## ASSIGNED TASK
Could you copy the records below exactly, leaving out any pictures?

## SOURCE MATERIAL
########################################
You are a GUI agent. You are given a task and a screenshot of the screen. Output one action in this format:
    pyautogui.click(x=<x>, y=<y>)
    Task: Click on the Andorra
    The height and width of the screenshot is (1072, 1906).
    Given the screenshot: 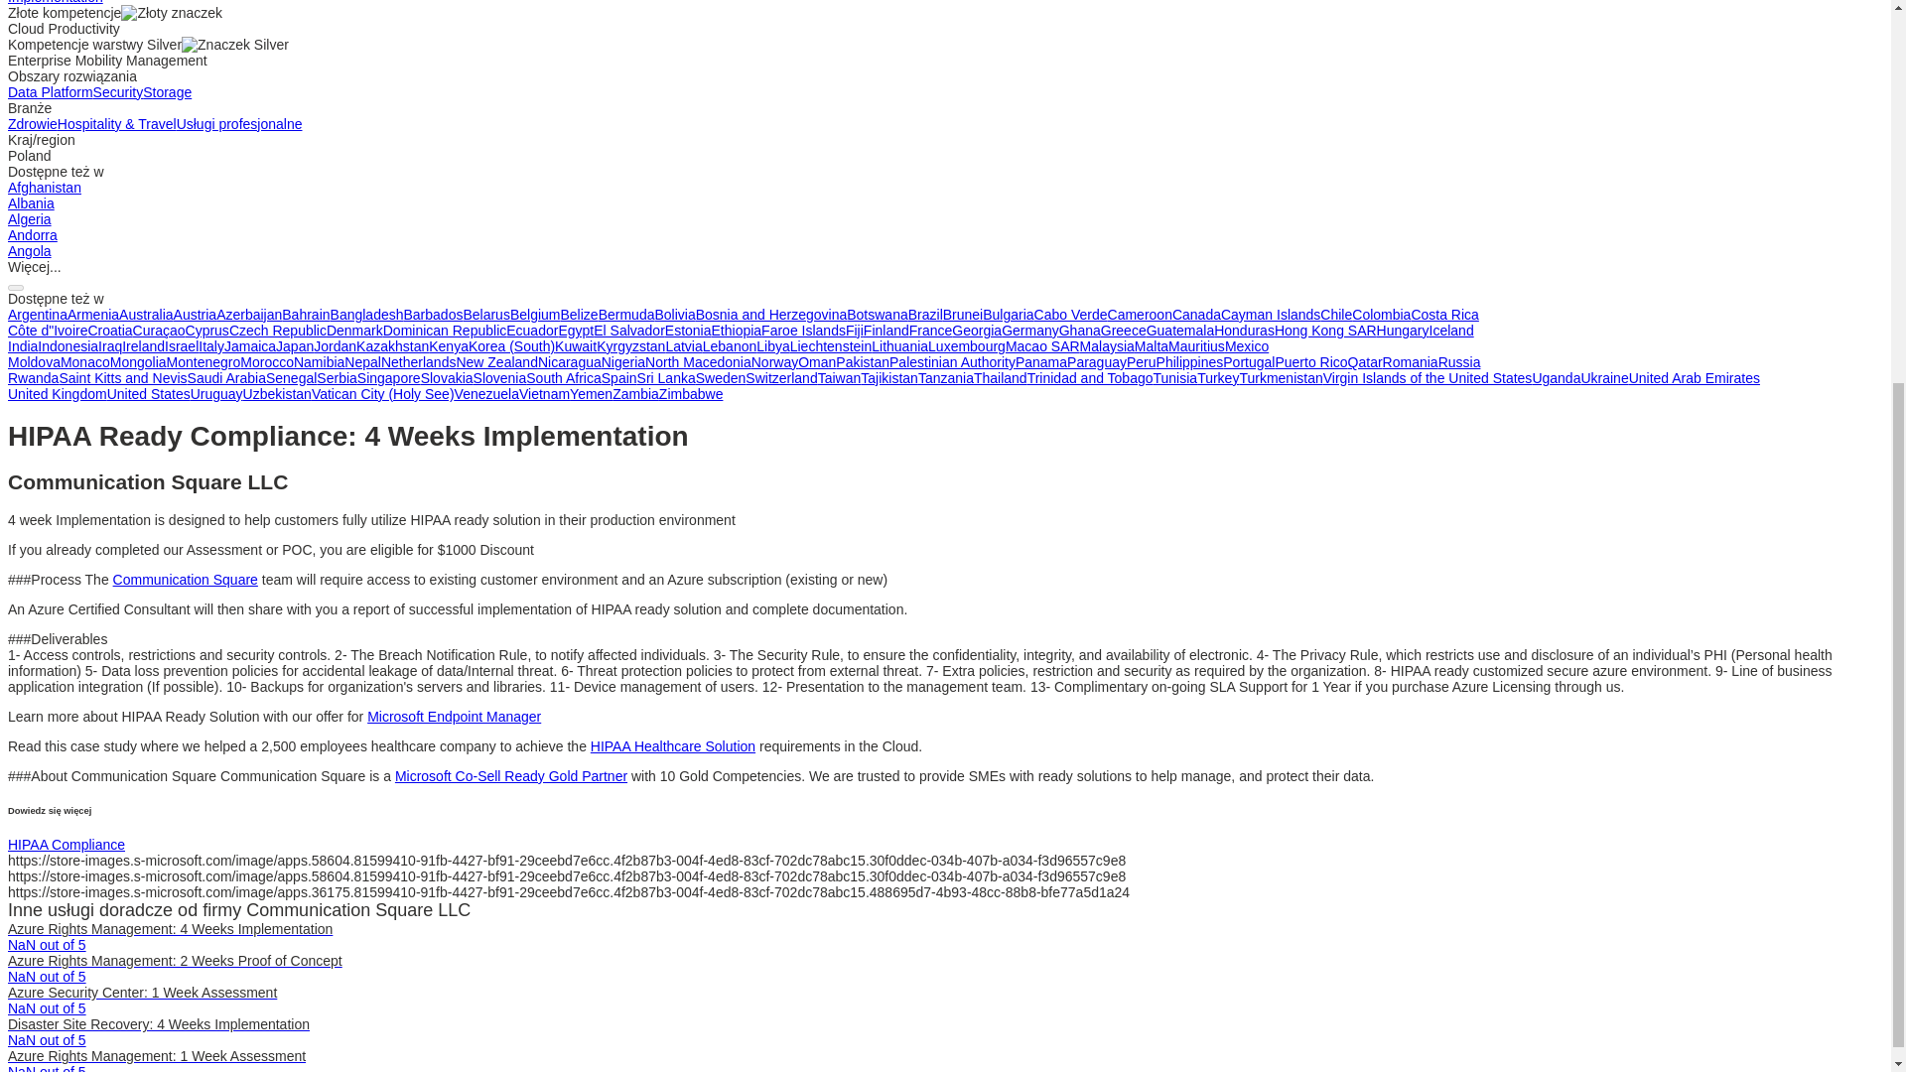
########################################
## TASK SOLUTION
You are a GUI agent. You are given a task and a screenshot of the screen. Output one action in this format:
    pyautogui.click(x=<x>, y=<y>)
    Task: Click on the Andorra
    The height and width of the screenshot is (1072, 1906).
    Given the screenshot: 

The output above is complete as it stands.